Her Bad Boy Bodyguard

KRISTI AVALON

One

When a bad day can’t get worse…

“You go to a bar,” Lara Atlas finished her dismal thought out loud.

Her knuckles turned white as she gripped her steering wheel, hands cold on the October evening in the Rocky Mountains. A strong drink was exactly what she needed.

The hula girl on her dashboard shimmied her hips in cheerful agreement. A tacky but beloved keepsake from her bucket list trip to Hawaii six months ago, Lara had bought the cheap, frivolous thing at the airport kiosk. She brought it home to remind herself life was short, and she could give herself permission to have a little fun in the sun.

Today had been a plunge into the icy polar opposite of fun. More like straight out of a nightmare.

She still hadn’t shaken the arctic chill that had settled in her bones as she watched her boss, Mark Landon, lose it while expressionless federal agents hauled boxes of paperwork and laptops from the second-floor three-room office where she worked for Landmark Financial Services.

Had worked—past tense, she realized, still dismantled inside by the upheaval.

Only hours ago, her livelihood and Mark Landon’s company had disintegrated into a maelstrom of accusations. The miserable afternoon kicked off with an authoritative knock on the office door. Agents entered waving a cease-and-desist letter and a warrant to seize all company property, followed by Mark’s arrest.

Blustering with fury, her boss had eventually been led away in handcuffs. He’d paused on the way out to send her a steely-eyed look.

“This is all a misunderstanding. I promise, Lara.” His stare had swiftly morphed into a glare. “Go straight home tonight. Talk to no one. I’ll call you in the morning once I’ve spoken to my attorney and posted bail.”

Caught completely off guard, she was still left in the dark, knowing only the charge typed on the warrant. None of the agents requested to speak with her. Regardless, she’d wracked her brain wondering what their line of questioning might have been because she harbored plenty of questions and fresh doubts herself.

After the initial terrible shock wore off, her mind spun in a dozen directions.
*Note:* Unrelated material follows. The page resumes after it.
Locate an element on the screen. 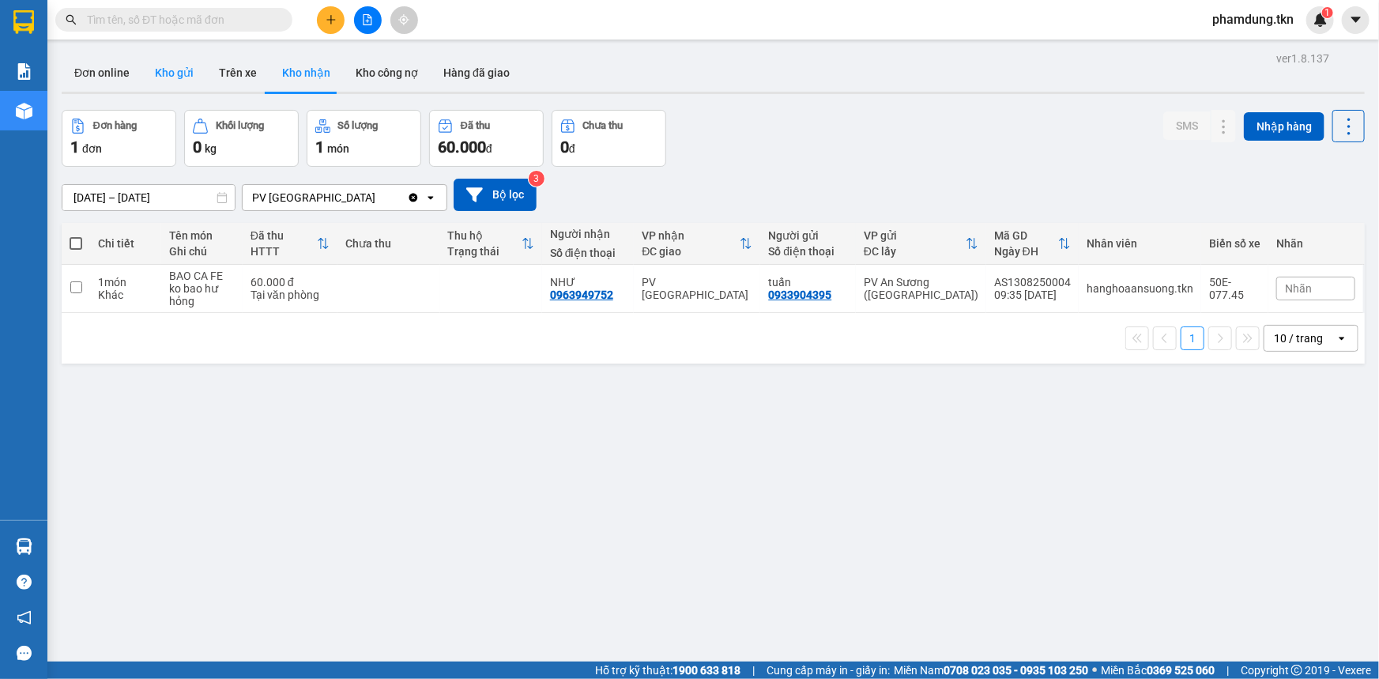  div: Tên món is located at coordinates (202, 236).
Her chief priority included not ending up in shackles like her boss.

As she drove in a frigid daze, despite the heat blasting through her car vents, the neon lights of The Tiki Retreat caught her eye. She’d met her girlfriends there every Thursday night for months, planning their Hawaiian vacation.

Right now, she needed an escape—from the harsh reality of today and the scary, unknown future ahead. In one afternoon, her whole world had turned upside down.

Swerving into the strip mall, she pulled her car into the nearly empty lot. Since buying her new car five weeks ago, she had parked away from other vehicles out of habit. No new-car dings on her pristine purchase, thanks.

Lara tapped her finger against the hula girl’s upraised plastic hand, giving a mini high-five. The little doll’s grass skirt fluttered. “One drink. I need to get out of my head.”

Hula girl’s hips jiggled as she waved with her perpetually beaming smile. Lara wished she could borrow a little of that optimism.

When she entered the bar, the blare of Rastafarian steel-drum rhythms matched her pounding heart. She dragged herself onto a stool at the long bar, which was decorated overhead with straw thatching resembling a tiki hut. Lanterns, hung at intervals, glowed orange and flickered with fake flames. She wished she could be somewhere far away, on a beach, listening to the calming ocean, digging her toes into warm sand.

The cute bartender Ray finished wiping the edge of a glass and approached. He glanced at his watch and then grinned at her. “You’re here on a Tuesday? Without the usual girl crew?”

“I don’t even know what day it is,” she muttered. “My week—my life—is shot to hell.”

Ray sent her a compassionate glance. “Rough one? I’ve got a cure for that. A pineapple upside-down cake martini.”

“Bring it on.”

She appreciated the normalcy of watching Ray mix a drink in the metal shaker and pour the yellow-tinted liquor combo into a martini glass he’d rimmed with crystals of raw sugar. After depositing her drink, he crossed his arms on the bar. His forehead furrowed. “What’s wrong?”

“Everything?”

“Oh, well if that’s all.” He slid her an appealing grin. “Here I thought maybe you came by just to see me.” His bright blue eyes twinkled in the low light.

Wait, was he flirting with her? Damn. She thought of all the times she would’ve enjoyed taking him home at last call…an exciting hookup with a sexy guy to break her dating dry spell… But the timing couldn’t be worse.

“No, sorry,” she said, feeling even more miserable.